For Dee I created a knife and a lightening bolt out of paper towel rolls. She got the latest Rick Riordan novel from her great-auntie and we’ve been burning through it every evening before bed. The child desperately wants to be a child of a god and fight monsters. She’s torn between Zeus and Hades – don’t ask me why.  She’d rather be a child of Athena, I think, but she can’t bear to give me up as her mother.

I did manage a bit of online shopping for proper wedding wear. Though I prefer to try things on, between the driving and dealing with humans, online is easier and quicker.

We are flying to the Okanogan in a few weeks for Rob’s mother’s nuptials.

The Fiance is a nice man. Retired Air Force. Former drag-racer. Current collector of coins. Both Rob and Silver got on well with him as they found that easy language of men who reno and tinker. I noted that he and MIL don’t have many shared topics. Whenever one was talking the other’s eyes glazed, but what brings people together and holds them goes beyond laundry lists and hobbies – in my opinion. They held hands, shared knowing looks and somehow weathered a few revelations that I imagine would have torpedoed a good many couples when combined with family meet/greet and holiday stress.

Last year, aside from Spring Break in Iowa and a couple of camping weekenders, there was precious little vacationing. This year there is the upcoming wedding jaunt followed closely by Spring Breaking w/fam in the States and not long after – a week at the time-share in Fairmont. And all before summer, with its camping, arrives. Bounty indeed.

But I went casual for the wedding with Dee and I in a tunic and shirt dress respectively paired with leggings. MIL’s first wedding to Rob’s father was a Protestant church affair, so she is going all out Catholic with the trimmings this time.

“Have you ever been a to Catholic wedding mass?” I asked Rob to which he replied with a “have we met?” look.

“They can be … lengthy.”

He grimaced but with a “I’ll man up” undertone and I have to admit, I am less than enthused myself. I haven’t been to mass since dad’s funeral and before that I hadn’t bothered with church for several years.

For Dee the exotic nature of Catholic mass has worn off. When she was wee, she loved going with her Grandmother and cousin, but that was when wiggling, non-attentiveness was cute. At nearly nine, she can’t roam the pew, climbing and scooting without irritating or reflecting poorly on our parenting skills. Would her DS be beyond bounds of acceptable distraction or would a book be better?

I sometimes tried to sneak a novel along when I was in my young teens. Mom wasn’t that observant but Dad was a hawk. Most of the time, I read ahead in the missals. As a result, I am extraordinarily well versed in the bible for a Catholic.

As a treat, we’ve booked a suite at a resort hotel on the lake. Dee is elated. I am a bit paranoid about bedbugs and lice, but there’s a saltwater pool at least. We swam a bit at the Hampton, where MIL and Fiance stayed this last week. The water was so heavily chlorinated it gave me a semi-rash on my legs and scorched my sinuses. I haven’t tried saltwater and am hoping for the best.
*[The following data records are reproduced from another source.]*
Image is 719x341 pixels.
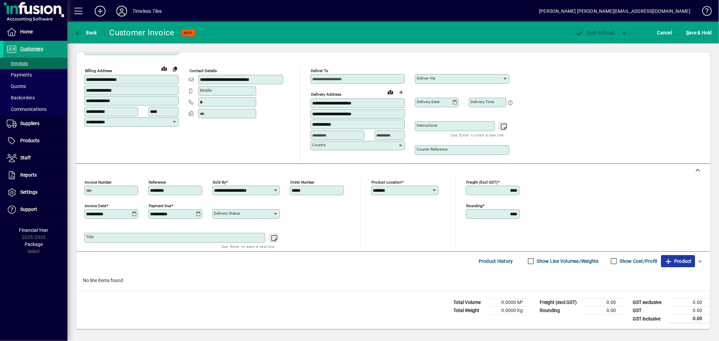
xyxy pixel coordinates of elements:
[20,138,39,143] span: Products
[686,27,712,38] span: ave & Hold
[664,256,692,267] span: Product
[697,1,711,23] a: Knowledge Base
[684,27,714,39] button: Save & Hold
[450,299,491,307] td: Total Volume
[3,92,67,103] a: Backorders
[7,95,35,100] span: Backorders
[214,211,240,216] mat-label: Delivery status
[110,27,175,38] div: Customer Invoice
[7,84,26,89] span: Quotes
[3,81,67,92] a: Quotes
[629,299,670,307] td: GST exclusive
[19,228,49,233] span: Financial Year
[372,180,402,185] mat-label: Product location
[536,307,584,315] td: Rounding
[75,30,97,35] span: Back
[3,115,67,132] a: Suppliers
[619,258,658,265] label: Show Cost/Profit
[7,107,47,112] span: Communications
[170,63,180,74] button: Copy to Delivery address
[159,63,170,74] a: View on map
[20,121,39,126] span: Suppliers
[451,131,504,139] mat-hint: Use 'Enter' to start a new line
[584,307,624,315] td: 0.00
[25,242,43,247] span: Package
[385,87,396,97] a: View on map
[20,189,37,195] span: Settings
[661,255,695,267] button: Product
[213,180,226,185] mat-label: Sold by
[149,204,171,208] mat-label: Payment due
[132,6,162,17] div: Timeless Tiles
[479,256,513,267] span: Product History
[200,88,212,93] mat-label: Mobile
[3,24,67,40] a: Home
[417,123,437,128] mat-label: Instructions
[686,30,689,35] span: S
[572,27,618,39] button: Post & Email
[3,167,67,184] a: Reports
[656,27,674,39] button: Cancel
[657,27,672,38] span: Cancel
[471,99,494,104] mat-label: Delivery time
[3,132,67,149] a: Products
[491,299,531,307] td: 0.0000 M³
[73,27,99,39] button: Back
[491,307,531,315] td: 0.0000 Kg
[539,6,690,17] div: [PERSON_NAME] [PERSON_NAME][EMAIL_ADDRESS][DOMAIN_NAME]
[85,204,106,208] mat-label: Invoice date
[3,58,67,69] a: Invoices
[20,46,43,52] span: Customers
[7,61,28,66] span: Invoices
[311,68,328,73] mat-label: Deliver To
[86,235,94,239] mat-label: Title
[184,31,193,35] span: NEW
[312,143,326,147] mat-label: Country
[3,150,67,167] a: Staff
[629,307,670,315] td: GST
[417,147,448,152] mat-label: Courier Reference
[536,299,584,307] td: Freight (excl GST)
[3,69,67,81] a: Payments
[670,307,710,315] td: 0.00
[450,307,491,315] td: Total Weight
[290,180,315,185] mat-label: Order number
[476,255,516,267] button: Product History
[3,103,67,115] a: Communications
[76,270,710,291] div: No line items found
[20,29,33,34] span: Home
[466,204,482,208] mat-label: Rounding
[587,30,590,35] span: P
[584,299,624,307] td: 0.00
[67,27,105,39] app-page-header-button: Back
[7,72,32,78] span: Payments
[417,76,435,81] mat-label: Deliver via
[670,315,710,323] td: 0.00
[20,172,37,178] span: Reports
[111,5,132,17] button: Profile
[20,155,31,160] span: Staff
[536,258,599,265] label: Show Line Volumes/Weights
[417,99,440,104] mat-label: Delivery date
[20,207,37,212] span: Support
[670,299,710,307] td: 0.00
[575,30,615,35] span: ost & Email
[396,87,407,98] button: Choose address
[466,180,498,185] mat-label: Freight (excl GST)
[149,180,166,185] mat-label: Reference
[221,243,274,250] mat-hint: Use 'Enter' to start a new line
[85,180,112,185] mat-label: Invoice number
[3,184,67,201] a: Settings
[89,5,111,17] button: Add
[3,201,67,218] a: Support
[629,315,670,323] td: GST inclusive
Rob’s sister and her fella might be at the wedding too, so it has the makings of a family “do”.

The older kids would have a hard time getting time off and throw church into the mix – not much incentive to try.

Off to gag down  a cup of herbal tea and find a sweater, ironically, the warming trend here makes the house colder.

It’s twenty-eleven. Remember that now. No good to look stupid in the opening days of the new year after all.